Before we examine these problems in detail in further blog posts, it is instructive to go back to 2007 and 2008 and see why Congress passed such a burdensome law.
Here’s how Walter Olson, whose blog, Overlawyered, chronicles this law’s many problems, describes its passage:

Congress passed CPSIA in a frenzy of self-congratulation following last year’s overblown panic over Chinese toys with lead paint. Washington’s consumer and environmentalist lobbies used the occasion to tack on some other long-sought legislative goals, including a ban on phthalates used to soften plastic.

In 2007 and 2008, manufacturers recalled a large number of children’s products. The media focused particular attention on recalls that had high levels of lead or potentially unsafe parts. This, along with media stories focusing on toy-related children’s deaths, prompted so-called “consumer” groups to lobby Congress to strengthen product safety laws.
Fewer things make the spines of politicians melt faster than the call to “do it for the kids.” After all, who wants to be barraged in their next election by TV commercials saying they hate child safety?
Senator Pryor certainly didn’t. He took this high-profile issue and pushed a poorly-written bill through the Senate. Never mind that, as blogger Kathleen Fasanella explains in detail, many of the horror stories used to promote CPSIA could have been addressed under existing law. But making the bureaucracy work better doesn’t get as many headlines as passing a new law that’s “for the children.”
What was the result? According to the Consumer Product Safety Commission, “The CPSIA included provisions addressing, among other things, lead, phthalates, toy safety, durable infant or toddler products, third-party testing and certification, tracking labels, imports, ATVs, civil and criminal penalties and SaferProducts.gov, a publically-searchable database of reports of harm.” That’s quite a list.

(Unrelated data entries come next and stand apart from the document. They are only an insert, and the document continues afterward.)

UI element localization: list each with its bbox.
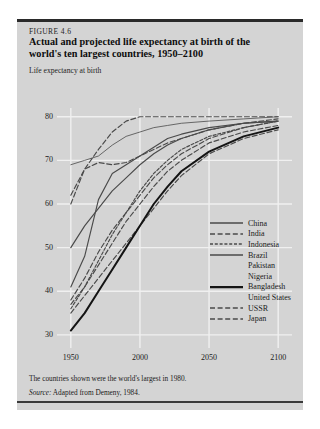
legend-label: China [248,219,267,228]
legend-swatch-icon [210,282,243,292]
legend-item-japan[interactable]: Japan [210,313,310,324]
y-tick-label: 50 [31,243,53,252]
bottom-rule [17,401,303,403]
legend-item-nigeria[interactable]: Nigeria [210,271,310,282]
x-tick-label: 1950 [51,353,91,362]
legend-label: Pakistan [248,261,275,270]
y-tick-label: 30 [31,330,53,339]
legend-label: Nigeria [248,272,272,281]
legend-item-india[interactable]: India [210,229,310,240]
legend-swatch-icon [210,271,243,281]
x-tick-label: 2050 [189,353,229,362]
series-line-ussr [71,119,278,195]
legend-label: United States [248,293,291,302]
figure-source: Source: Adapted from Demeny, 1984. [29,388,295,397]
legend-label: USSR [248,304,268,313]
x-tick-label: 2000 [120,353,160,362]
y-axis-caption: Life expectancy at birth [29,66,101,75]
legend-item-pakistan[interactable]: Pakistan [210,260,310,271]
legend-swatch-icon [210,218,243,228]
legend-swatch-icon [210,229,243,239]
figure-title-line2: world's ten largest countries, 1950–2100 [29,48,203,59]
legend-item-ussr[interactable]: USSR [210,303,310,314]
figure-footnote: The countries shown were the world's lar… [29,374,295,383]
y-tick-label: 60 [31,199,53,208]
legend-label: Brazil [248,251,268,260]
legend-item-united-states[interactable]: United States [210,292,310,303]
legend-swatch-icon [210,250,243,260]
y-tick-label: 80 [31,112,53,121]
legend-swatch-icon [210,292,243,302]
figure-panel: FIGURE 4.6 Actual and projected life exp… [17,19,303,410]
legend-swatch-icon [210,314,243,324]
y-tick-label: 70 [31,155,53,164]
legend-label: Indonesia [248,240,279,249]
legend-label: Bangladesh [248,282,285,291]
legend-swatch-icon [210,239,243,249]
legend-label: Japan [248,314,266,323]
figure-title: Actual and projected life expectancy at … [29,36,293,61]
x-tick-label: 2100 [258,353,298,362]
legend-swatch-icon [210,303,243,313]
y-tick-label: 40 [31,286,53,295]
legend-item-china[interactable]: China [210,218,310,229]
source-text: Adapted from Demeny, 1984. [51,388,139,397]
legend-item-brazil[interactable]: Brazil [210,250,310,261]
source-label: Source: [29,388,51,397]
figure-title-line1: Actual and projected life expectancy at … [29,36,250,47]
legend-label: India [248,229,264,238]
legend-item-indonesia[interactable]: Indonesia [210,239,310,250]
legend-swatch-icon [210,261,243,271]
chart-legend: ChinaIndiaIndonesiaBrazilPakistanNigeria… [210,218,310,324]
figure-number: FIGURE 4.6 [29,27,71,36]
legend-item-bangladesh[interactable]: Bangladesh [210,282,310,293]
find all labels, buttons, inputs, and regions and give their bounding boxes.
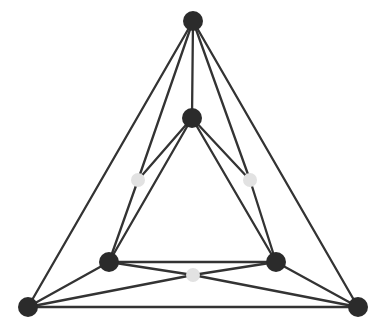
graph-vertex-inner-left[interactable] — [99, 252, 119, 272]
graph-vertex-gray-right[interactable] — [243, 173, 257, 187]
graph-vertex-gray-bottom[interactable] — [186, 268, 200, 282]
graph-vertex-corner-left[interactable] — [18, 297, 38, 317]
graph-vertex-corner-right[interactable] — [348, 297, 368, 317]
graph-vertex-gray-left[interactable] — [131, 173, 145, 187]
graph-vertex-inner-top[interactable] — [182, 108, 202, 128]
graph-vertex-apex[interactable] — [183, 11, 203, 31]
graph-vertex-inner-right[interactable] — [266, 252, 286, 272]
graph-edge-apex-to-inner-top — [192, 21, 193, 118]
graph-drawing — [0, 0, 388, 331]
figure-root — [0, 0, 388, 331]
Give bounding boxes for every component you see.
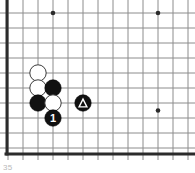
black-stone-triangle[interactable] [75, 95, 91, 111]
diagram-caption: 35 [3, 162, 123, 173]
star-point-upper-right [156, 11, 161, 16]
stone-disc-white[interactable] [45, 95, 61, 111]
white-stone-b[interactable] [30, 80, 46, 96]
black-stone-move-1[interactable]: 1 [45, 110, 61, 126]
stone-disc-white[interactable] [30, 65, 46, 81]
star-point-lower-right [156, 108, 161, 113]
go-diagram-screenshot: 1 35 [0, 0, 195, 173]
stone-disc-black[interactable] [75, 95, 91, 111]
go-board[interactable]: 1 [0, 0, 195, 160]
stone-disc-black[interactable] [45, 80, 61, 96]
black-stone-a[interactable] [45, 80, 61, 96]
go-board-canvas[interactable]: 1 [0, 0, 195, 160]
black-stone-b[interactable] [30, 95, 46, 111]
white-stone-c[interactable] [45, 95, 61, 111]
white-stone-a[interactable] [30, 65, 46, 81]
stone-disc-white[interactable] [30, 80, 46, 96]
stone-mark-label: 1 [50, 112, 56, 124]
star-point-upper-left [51, 11, 56, 16]
stone-disc-black[interactable] [30, 95, 46, 111]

As you may expect, a law that covers this many subjects has had a huge effect on the children’s product market. Requirements that children’s products be tested for safety are causing the most problems. The presumption of this law is that toys are unsafe until proven otherwise. This testing is expensive, time-consuming, and burdensome on all but the largest of companies. Here’s a handy flowchart from the Handmade Toy Alliance that guides you through some of the steps if you are a small manufacturer of children’s products:HTA+testing+Flowchart+v3
 
Will these costly new requirements improve the safety of children’s products? As my future posts will show, that’s unlikely.